[sdiy] Variable rate waveform playback in NED synclavier
Scott Nordlund
gsn10 at hotmail.com
Mon Sep 3 06:16:42 CEST 2012
> Let me check that I understand this right...
> The "Sample Rate Generator" consists of a accumulator with an increment N feeding a divider set to M. This produces a sample rate clock which is then fed to the "Phase Angle Incrementer" which is another simple accumulator to control the octave.
> Since they've got a minimum of 48 samples (24 harmonics), they could use wavelengths of 256, 128, or 64. E.g. this octave shifted step only has a range of three octaves. So most of the work has to be done by the S.R.G. Is that how you understand it?
It's not just 3 octaves; it covers all of them. I think the phase angle counter has to be 12-ish bits, with the upper 8 driving the waveform RAM/ROM. You'd get 8 octaves by varying the increment from 1 to 128, with the total period correspondingly varying between 4096 and 32 clock pulses. So to sum up, the input to the "phase angle incrementer" sets the octave (it's 8 bits, but restricted to powers of 2), N is the "divisor" or "modulus" of the counter (coarse tuning), and M is the "increment" (fine tuning). It's a 12 bit counter, with 4 bits of the "increment" being fractional.
I've been thinking about this a little bit, and wondering what the difference is between a uniform sample skip with a non-uniform clock pulse and a non-uniform sample skip with a uniform clock pulse (compare the Synclavier to a standard phase accumulator oscillator with a fixed sample rate of ~400 kHz, which I think is roughly how the PPG stuff worked). They should be equivalent until you start skipping samples (F*N> Fs where N is the length of one cycle in samples). The clock jitter is essentially aliasing too, but I guess it's less objectionable if you sort of preemptively "downsample" the waveform (ignoring the resultant aliasing since it's harmonic). And now that I think about it, I notice this happening in my Yamaha RX5 and Wersi MK1/EX20. It should be equivalent to quantizing the phase accumulator before the waveform table lookup. If that's actually how it works, it should be easier to emulate than I was thinking. I think I could even do that in Pure Data. It would be pretty easy to extend/improve it too.
Reading further, patent 4680479 describes an improved pulse generator with less jitter. I get the impression they used this for the polyphonic sample playback (which otherwise worked similarly). I think it uses the standard clock generator (output clock rates 50 to 100 kHz), then corrects jitter by delaying some of the pulses. They don't say it explicitly, but it sort of spreads the error over two adjacent clock pulses, i.e. linearly interpolating the time intervals between pulses.
With that in mind, I wonder if there are other approaches. To truly eliminate jitter, you'd have to make every sample period an integer number pulses of the master clock. An 80 MHz clock would be near ideal (20 kHz bandwidth, 0.423 cents max pitch error, and no jitter ever). But I was thinking you could sort of compromise and find a continuum between timing errors (jitter) and tuning errors. I thought of a sort of "dither" method that toggles between the nearest two "ideal" pitches (which are integer divisions of the input clock rate). Of course if you're toggling per clock pulse you get the same jitter as before (though you could maybe space it differently in time, i.e. randomly). At much slower rates it might make a sort of slight vibrato around the desired pitch. It still might need a high-ish clock rate, but it seems to me that this might be a much more benign artifact. If it's not more "natural" sounding, it's at least a lot more controllable, since both the rate and periodicity of pitch change can be explicitly controlled.
Another thing that came up was the way they decimate the waveforms. A different wavetable size could have more factors and more ways to decimate. 256 has 9 factors while 240 has 20... I think this could be exploited for better pitch accuracy, but I'm not really sure how... Of course it's probably more reasonable to just use multisamples without decimating anything.
I know some of this stuff is well beyond the scope of "authentic" emulation, but I'm thinking also of a more general case that can do this sort of thing (including other well known digital synths) in an ideal fashion.
> I've taken the BASIC program they give in the patent for finding values for N and M and converted it to PHP. It's still not entirely clear what it outputs, but some things come up in the code;
>
> 1) It tests clock periods between 155ns (6.45MHz) and 156ns (6.41MHz)
> 2) The "per channel sample rate" is regarded as 1/16th of this rate - e.g. around 400KHz.
> 3) For a given frequency f1, the required sample rate is f1*128. This implies that NED regarded their waveforms as 128 samples long, and oversampled by a factor of two for the lower octaves.
I take this as a good sign that the patents correspond pretty well to what they actually implemented. Often they only disclose enough to illustrate the concept, and maybe deliberately obfuscate the rest. I think the choice of waveform resolution was also to improve the quality of the FM. I tried 128 samples in my Octave simulation previously and found it absurdly gritty sounding. On straight playback it sounds fine, it's just that the phase modulation is then quantized to those steps.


_PROBLEM DESCRIPTION_.
Could you report every line from the entries that includes the word "annotations"?

EXCERPTED DATA Block Start

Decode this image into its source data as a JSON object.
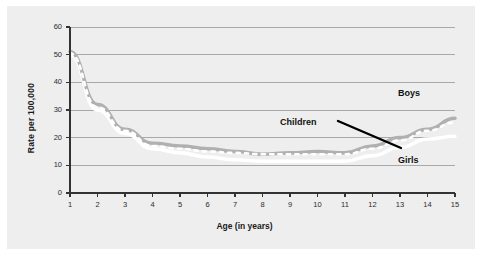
{
  "chart_data": {
    "type": "line",
    "title": "",
    "subtitle": "",
    "xlabel": "Age (in years)",
    "ylabel": "Rate per 100,000",
    "x": [
      1,
      2,
      3,
      4,
      5,
      6,
      7,
      8,
      9,
      10,
      11,
      12,
      13,
      14,
      15
    ],
    "xtick_labels": [
      "1",
      "2",
      "3",
      "4",
      "5",
      "6",
      "7",
      "8",
      "9",
      "10",
      "11",
      "12",
      "13",
      "14",
      "15"
    ],
    "ytick_labels": [
      "0",
      "10",
      "20",
      "30",
      "40",
      "50",
      "60"
    ],
    "yticks": [
      0,
      10,
      20,
      30,
      40,
      50,
      60
    ],
    "xlim": [
      1,
      15
    ],
    "ylim": [
      0,
      60
    ],
    "grid": "horizontal",
    "legend_position": "inline-annotations",
    "series": [
      {
        "name": "Boys",
        "color": "#b0b0b0",
        "style": "solid",
        "values": [
          51,
          32,
          23,
          18,
          17,
          16,
          15,
          14,
          14.5,
          15,
          14.5,
          17,
          20,
          23,
          27
        ]
      },
      {
        "name": "Girls",
        "color": "#ffffff",
        "style": "solid",
        "values": [
          50,
          30,
          21.5,
          16,
          14.5,
          13,
          12,
          11.5,
          11.5,
          11.5,
          11.5,
          13.5,
          16.5,
          19.5,
          20.5
        ]
      },
      {
        "name": "Children",
        "color": "#ffffff",
        "style": "dotted",
        "values": [
          50.5,
          31,
          22.5,
          17,
          16,
          15,
          14.5,
          14,
          14,
          14,
          14,
          16,
          19,
          22.5,
          25.5
        ]
      }
    ],
    "annotations": [
      {
        "text": "Boys",
        "x": 14.6,
        "y": 37
      },
      {
        "text": "Girls",
        "x": 14.6,
        "y": 13
      },
      {
        "text": "Children",
        "x": 11.0,
        "y": 26,
        "pointer": true
      }
    ]
  },
  "axes": {
    "xlabel": "Age (in years)",
    "ylabel": "Rate per 100,000"
  },
  "annotations": {
    "boys": "Boys",
    "girls": "Girls",
    "children": "Children"
  },
  "colors": {
    "panel_background": "#eeeeee",
    "figure_background": "#ffffff",
    "axis": "#333333",
    "gridline": "#a9a9a9",
    "boys_line": "#b0b0b0",
    "girls_line": "#ffffff",
    "children_line": "#ffffff",
    "pointer": "#000000",
    "tick_text": "#2b2b2b"
  }
}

EXCERPTED DATA Block End

_SOLUTION BELOW_.
    "legend_position": "inline-annotations",
    "annotations": [
  "annotations": {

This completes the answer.